Re: SKIP_LOCKED test causes random buildfarm failures - Mailing list pgsql-hackers

From Tom Lane
Subject Re: SKIP_LOCKED test causes random buildfarm failures
Date
Msg-id 5815.1573756664@sss.pgh.pa.us
Whole thread Raw
In response to Re: SKIP_LOCKED test causes random buildfarm failures  (Tom Lane <tgl@sss.pgh.pa.us>)
Responses Re: SKIP_LOCKED test causes random buildfarm failures  (Andres Freund <andres@anarazel.de>)
List pgsql-hackers
I wrote:
> Michael Paquier <michael@paquier.xyz> writes:
>> Good question.  That's a historical choice, still I have seen cases
>> where those warnings are helpful while not making the logs too
>> verbose to see some congestion in the jobs.

> I kind of feel that NOTICE is more semantically appropriate, but
> perhaps there's an argument for keeping it at WARNING.

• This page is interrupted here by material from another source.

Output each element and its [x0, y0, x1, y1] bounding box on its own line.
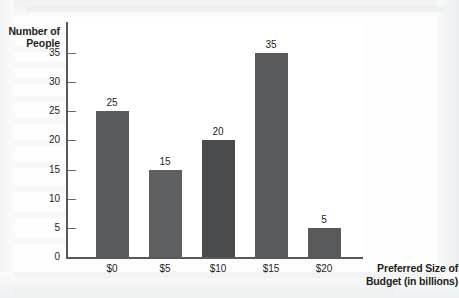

Well, I'm not hearing any groundswell of support for changing the
message level, so let's leave that as-is and just see about
stabilizing the tests.

>> The main purpose of the tests in regress/ is to check after the
>> grammar, so using client_min_messages sounds like a plan.  We have
>> a second set of tests in isolation/ where I would actually like to
>> disable autovacuum by default on a subset of tables.  Thoughts about
>> the attached?

After looking more closely at the isolation test, I agree that adding
the "ALTER TABLE ... SET (autovacuum_enabled = false)" bits to it is
a good idea.  The LOCK operations should make that irrelevant for
part1, but there's at least a theoretical hazard for part2.
(Actually, is "autovacuum_enabled = false" really sufficient to
keep autovacuum away?  It'd probably lock the table for long enough
to examine its reloptions, so it seems like all we're doing here is
reducing the window for trouble a little bit.  Still, maybe that's
worthwhile.)

As for the SKIP_LOCKED tests in vacuum.sql, what I now propose is that
we just remove them.  I do not see that they're offering any coverage
that's not completely redundant with this isolation test.  We don't
need to spend cycles every day on that.